Hi Curtis,

I get my fuzzies from at least a few places:
  1.  bottom-up, interactive development.  This means frequent testing
(at the REPL) of individual or small sets of functions, as I write
them.
  2.  assertions liberally sprinkled in key places.
  3.  multimethods that are difficult to call with the wrong type of
arguments.

I don't miss compiler-generated errors much, since the equivalent
runtime errors will typically be triggered the first time a given code
path is executed, and by (1) this is usually soon after I've written
the code  (often much sooner than I would have compiled a
corresponding C++ file).

Also, keep in mind that there are just not that many types of Clojure
objects to get confused (sequences, vectors, sets, maps).  Of course,
maps in particular can be used to represent many different types of
things (e.g., structs).  To prevent bugs from confusing different
types of maps, I use clojure.contrib.map-utils/safe-get extensively in
the place of "get".

Anyway, that's my 2 cents, but I'm sure other people can give you much
more eloquent and convincing answers :)

Cheers,
Jason

On Mar 9, 10:16 pm, zoltar <cur...@stanfordcomputing.com> wrote:
> Hey everyone. I've been keeping up with developments in Clojure for a
> few months now and have a question for all you long-time static typers
> out there (I know you're there :)
>
> I really like what I read about Clojure and LISP in general and can
> see the potential for great power and flexibility. I know the
> advantages/disadvantages of static vs dynamic languages but I can't
> help feeling like I'm losing something whenever I try Clojure. I am
> admittedly brainwashed after years of C, C++ and Java but I miss the
> warm fuzzies when I know the compiler has checked all the types for me
> and I don't have to worry about a whole class of run-time errors. I'm
> willing to give that up for the advantages Clojure gives me but I was
> wondering how others have dealt with the loss of these static warm
> fuzzies. I always feel a bit lost in Clojure, not knowing what types a
> function expects or what it will return. I suppose this goes away in
> time but any advice is appreciated.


> [EXERCISE AIM] In your copy, include every entry exactly as written but no pictures.

> [Image-backed grounding data]
※ ※ ※
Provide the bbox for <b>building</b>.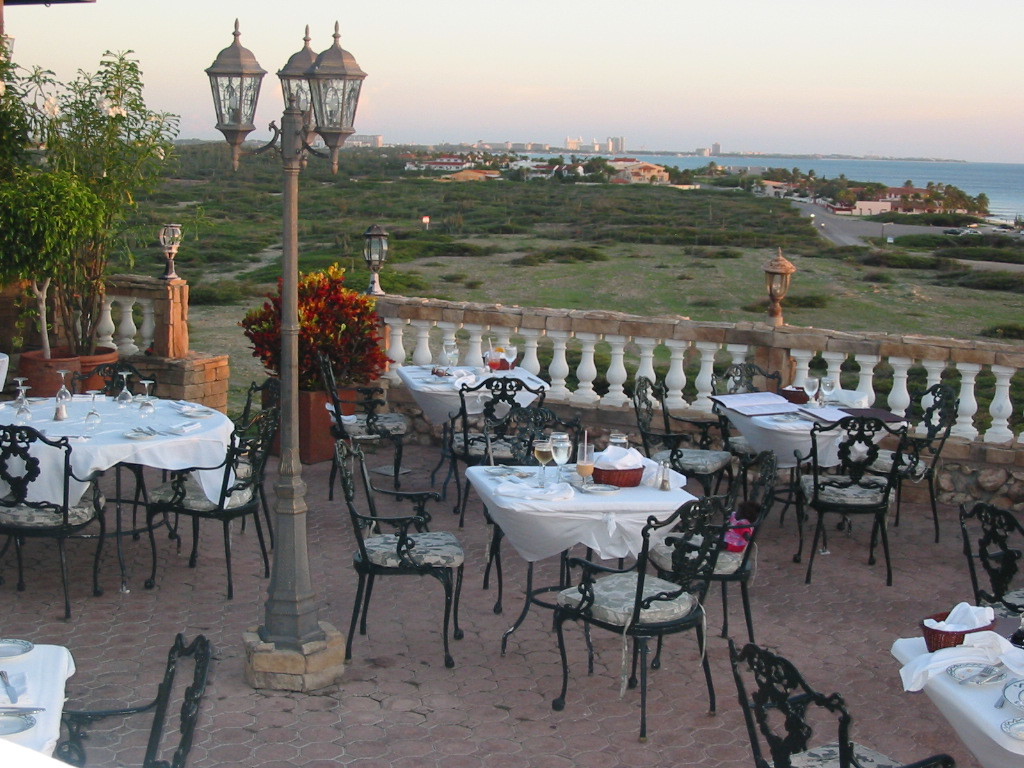
601/156/672/186.
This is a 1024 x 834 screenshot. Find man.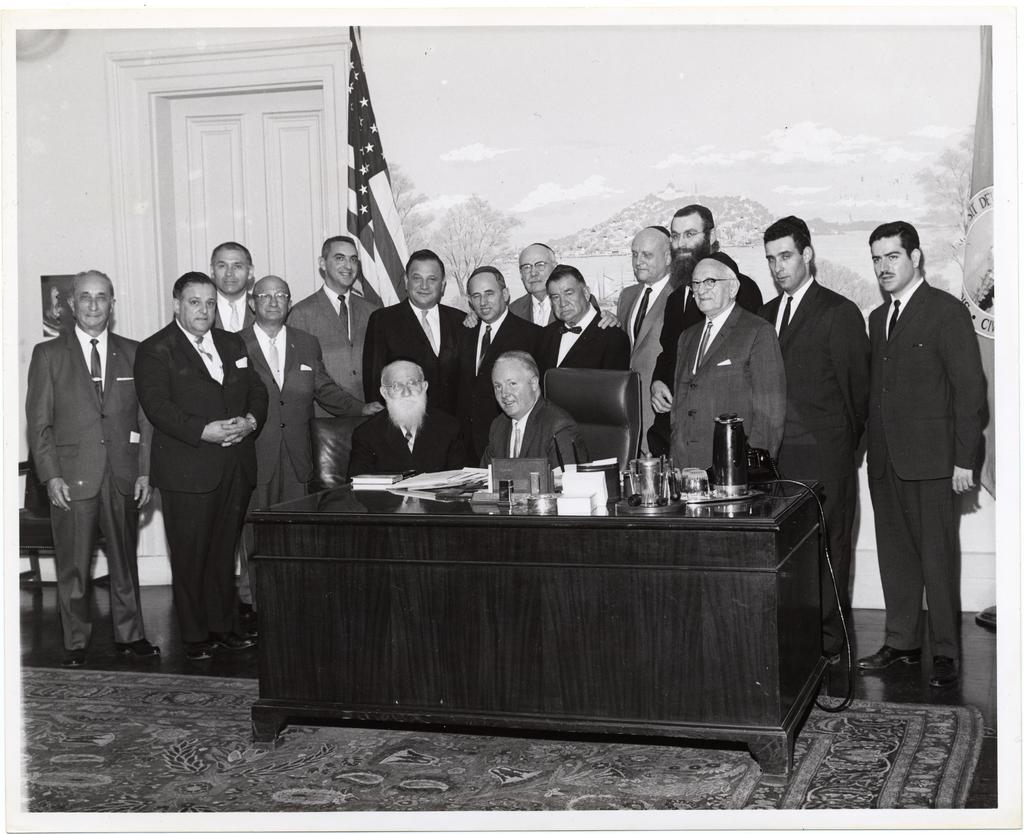
Bounding box: 602, 213, 668, 462.
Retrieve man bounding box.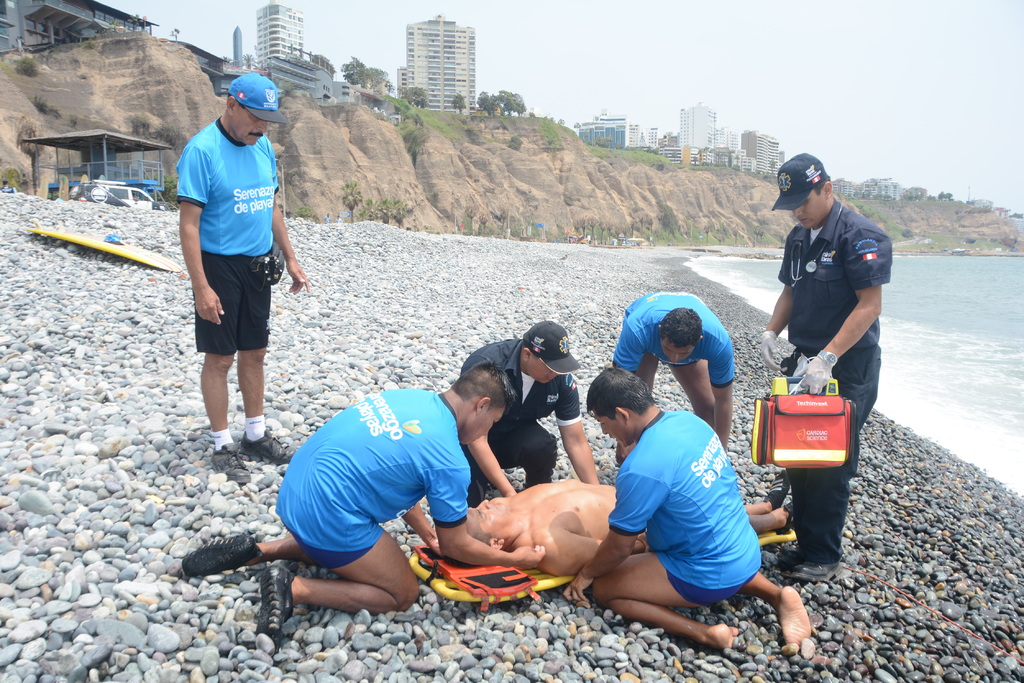
Bounding box: box=[761, 152, 895, 583].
※ ※ ※
> [EXERCISE RESULT]
Provide the bbox for <b>building</b>.
601/156/672/186.
This is a 1024 x 834 screenshot. Find man.
Bounding box: 602, 213, 668, 462.
Retrieve man bounding box.
Bounding box: box=[761, 152, 895, 583].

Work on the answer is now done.